Sizes, Scales and Powers of 10

A Virtual Environment to Compare Extreme Sizes

How much is a billion? How tiny is an atom? These seem like simple questions, but people of all ages struggle to conceptualize extreme sizes and scales. However, sizes, scales and powers of 10 (10x) are fundamental subjects in STEM. When ISE assistant professor Karen Chen heard of this challenge, she knew that VR could help bring the hard to visualize items into view. The National Science Foundation (NSF) has awarded Chen and her team a $1.3 million research grant, allowing them to use virtual reality to improve students’ understanding of the extremes of scale in STEM.

“Conceptualizing extreme scales and sizes have been a well-documented challenge in the education literature,” Chen explained. However, the subject is a crucial one to understand in STEM fields. “Given many STEM fields have to deal with entities and ideas at the extremes of scale, it is critical for students to develop accurate conceptions of scales that exist well beyond their everyday experience of the world,” Chen stated. An inaccurate understanding of size and scale can make it hard to apply concepts in the real world, and not understanding subjects can also become a barrier to STEM for students. 

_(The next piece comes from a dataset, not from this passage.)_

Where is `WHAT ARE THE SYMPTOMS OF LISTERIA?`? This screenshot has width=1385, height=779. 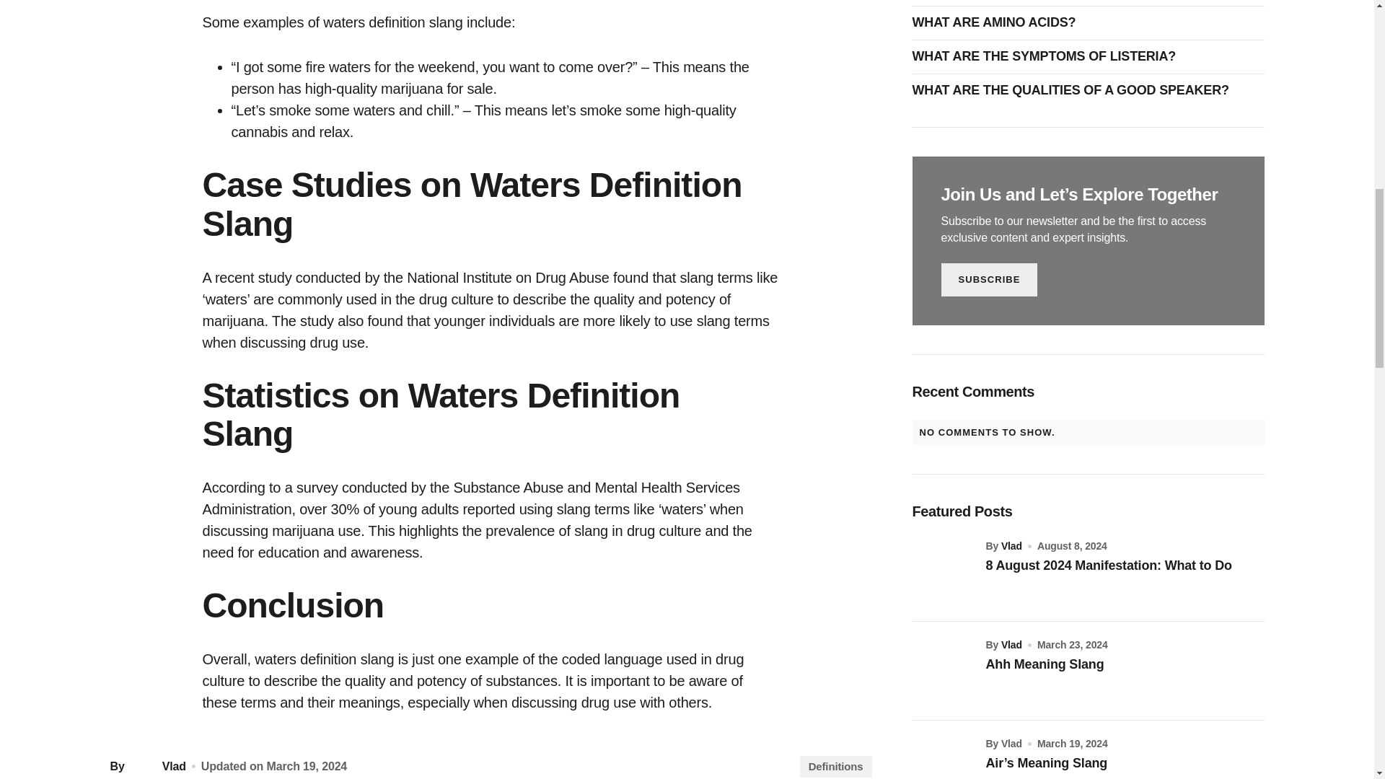 WHAT ARE THE SYMPTOMS OF LISTERIA? is located at coordinates (1046, 56).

Karen Chen in Virtual Reality
Karen Chen testing a virtual reality environment inside of her C.A.V.E.

As a solution, the team will create “Scale Worlds,” a new immersive virtual environment showing scientific entities of different sizes. Students can enter one of 31 distinct environments and see incredibly small and unbelievably large objects in relation to their bodies, like the difference between molecules and cells or the sun and the moon. This project allows students to make realistic comparisons and understand the concept of sizes, scales and powers of 10, which are impossible to make in everyday life. “Since VR enables us to visualize practically anything we could render using a computer, we thought it would be a great approach to help students conceptualize extreme scales,” Chen said. 

Chen is working with faculty from the College of Education and College of Design. “I am very excited about this collaboration with experts outside of the engineering field,” she stated, “Scale Worlds is truly a transdisciplinary research project.” How much is a billion? and how small is an atom? will be much easier questions to answer, thanks to Karen Chen and her team.